Using this analogy, strong engagement will look more like the lower levels on this scale (1-2): constant human monitoring and review for every decision made by the AI. Weak engagement might just look like the higher levels on this scale (3-4): humans checking in randomly to make sure that AI systems are meeting performance and safety metrics.
It may seem like the best balance between productivity and safety/liability is a weak hybrid approach (levels 3-4), and this is indeed what many organizations are currently moving towards in their corporate policies. However, I believe this is the wrong approach, because weak engagement in H-AI work introduces a new type of risk: a false sense of vigilance. Asking a human worker to monitor an AI system sounds good in theory, but research has shown that it does not work in practice. People tend to trust an AI system more and more over time, a phenomenon known as automation complacency. Drivers told to monitor the behavior of an autonomous vehicle often fall asleep. Radiologists miss more cases of cancer when they use an automated system than without one. Students using AI may perform worse on standardized tests compared with those who use no tools. And there is, of course, the most famous example of overreliance on automation: in 2009 the pilots on Air France 447 failed to take control in time from their automated system, leading to a fatal crash. Some research suggests that this is a systemic problem in weak hybrid approaches to automating tasks, and AI systems post an especially high risk for automation complacency. Because of this, I recommend that organizations move instead towards a strong hybrid approach (levels 1-2), rather than a weak one. As surprising as it sounds, it may even be safer to have a task fully automated than to use a weak hybrid approach, since at least a fully automated task will lead to more vigilance downstream!

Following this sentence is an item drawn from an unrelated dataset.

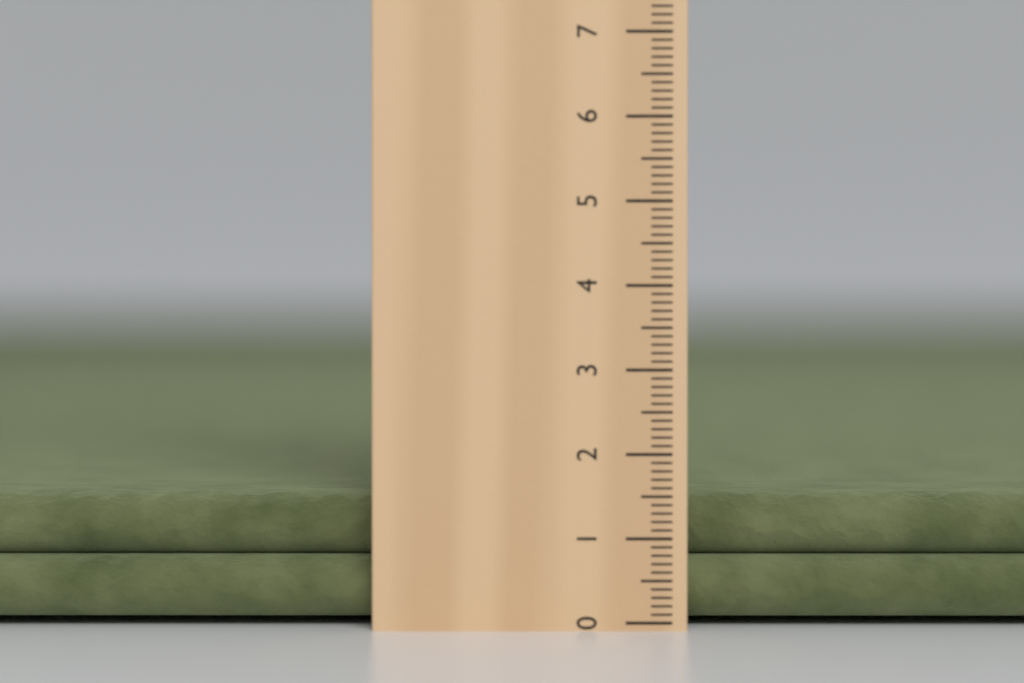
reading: 1.5 cm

In summary, the benefits of each method for H-AI work described here can be visualized in the following table, where weak hybrid approaches lead to a loss in vigilance, along with safety and liability risks.
Clearly, H-AI work might take us to either the best possible outcome or the worst possible outcome, depending on how we manage it. Organizations must find a path to strong engagement in H-AI work, while avoiding the deathtrap of false vigilance in weak engagement. This is one of the goals of current academic and industry management research, and a top priority among my colleagues at the Tepper School of Business (see recent examples here and here). Finding the right management tools to chart this path will be one of the key challenges faced by organizations in the coming decade.